Glenn: And did you get turned down a lot from the majority white ballet companies?
Myers Brown: Well, actually, you talking about 1949 and 1950. And there were no white companies hiring nobody Black. You couldn't even go to a white school. So, I was going to a (dance) school of two women that had learned the same way I learned — from somebody Black.

Glenn: Well, you will be in Charlotte. Tell me about some of the pieces that will be performed here by Philadanco!
Myers Brown: The repertory I usually try to do is a repertory that is representative of us as a people. One of my choreographers, Ray Mercer, did a piece that is strictly modern. And "Movement for Five" is a story by one of my former dancers about the five men who were falsely accused in Central Park [and falsely convicted of the rape and assault of Trisha Meili in Central Park in 1989], specifically talking about how those young men felt about being falsely accused and the women that supported them.
Glenn: What's next for you? Will you ever retire?
Myers Brown: Eventually I'm going to have to. But I'm fortunate that my daughter has stepped up to the plate. And she works beside me and tells me, ‘Mom, I got this.' My artistic director has been with me for 44 years. She danced in the company for 20-something years. So I feel that it would be safe to stay home — but most of the time they gotta ask me a question.

Glenn: And what do you want the legacy for the company to be?
Myers Brown: I hope that what we do is remembered as being good work — and that the opportunities will continue for youngsters that have dreams of being dancers.

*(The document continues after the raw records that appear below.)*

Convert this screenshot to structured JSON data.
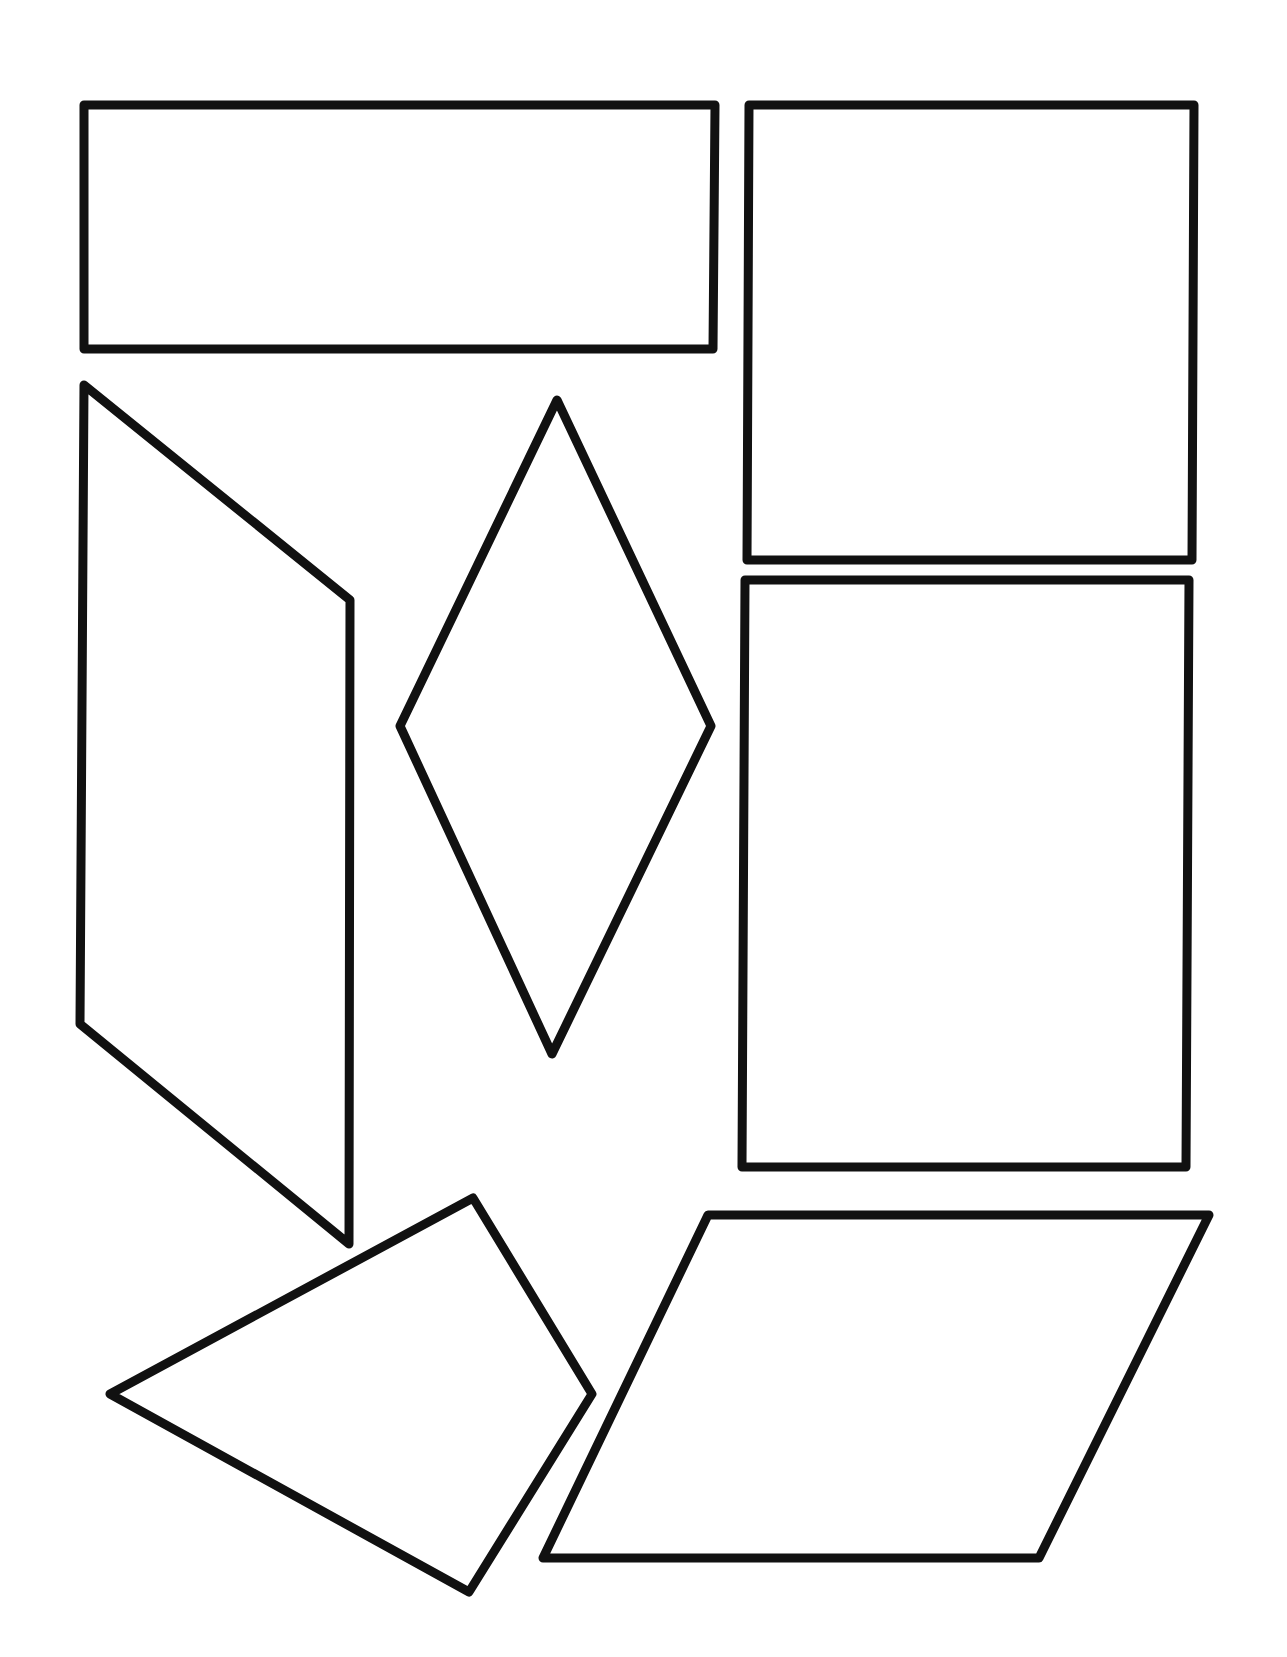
{
  "canvas": {
    "width": 1287,
    "height": 1657,
    "background": "#ffffff"
  },
  "style": {
    "stroke": "#111111",
    "fill": "#ffffff",
    "stroke_width": 9
  },
  "shapes": [
    {
      "id": "wide-rectangle",
      "type": "rectangle",
      "points": "84,105 715,105 713,349 84,349"
    },
    {
      "id": "tall-rectangle-upper-right",
      "type": "rectangle",
      "points": "749,105 1194,105 1192,560 747,560"
    },
    {
      "id": "tall-rectangle-lower-right",
      "type": "rectangle",
      "points": "745,580 1189,580 1186,1167 742,1167"
    },
    {
      "id": "parallelogram-left",
      "type": "parallelogram",
      "points": "84,385 350,600 349,1244 80,1024"
    },
    {
      "id": "rhombus-center",
      "type": "rhombus",
      "points": "557,400 711,726 552,1054 400,726"
    },
    {
      "id": "kite-bottom-left",
      "type": "kite",
      "points": "473,1198 592,1394 469,1592 110,1394"
    },
    {
      "id": "parallelogram-bottom-right",
      "type": "parallelogram",
      "points": "708,1215 1209,1215 1039,1558 543,1558"
    }
  ]
}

Glenn: Brown says she lost a young dancer to murder in New York City last year. She established a scholarship in his name to provide assistance to those who cannot afford to train as a dancer with a better chance of making it professionally.
You can see Philadanco! on May 28 at the Knight Theater. They're also holding a masterclass on May 27 at the Harvey B. Gantt Center for African American Arts and Culture. The company kicks off a European tour in late September.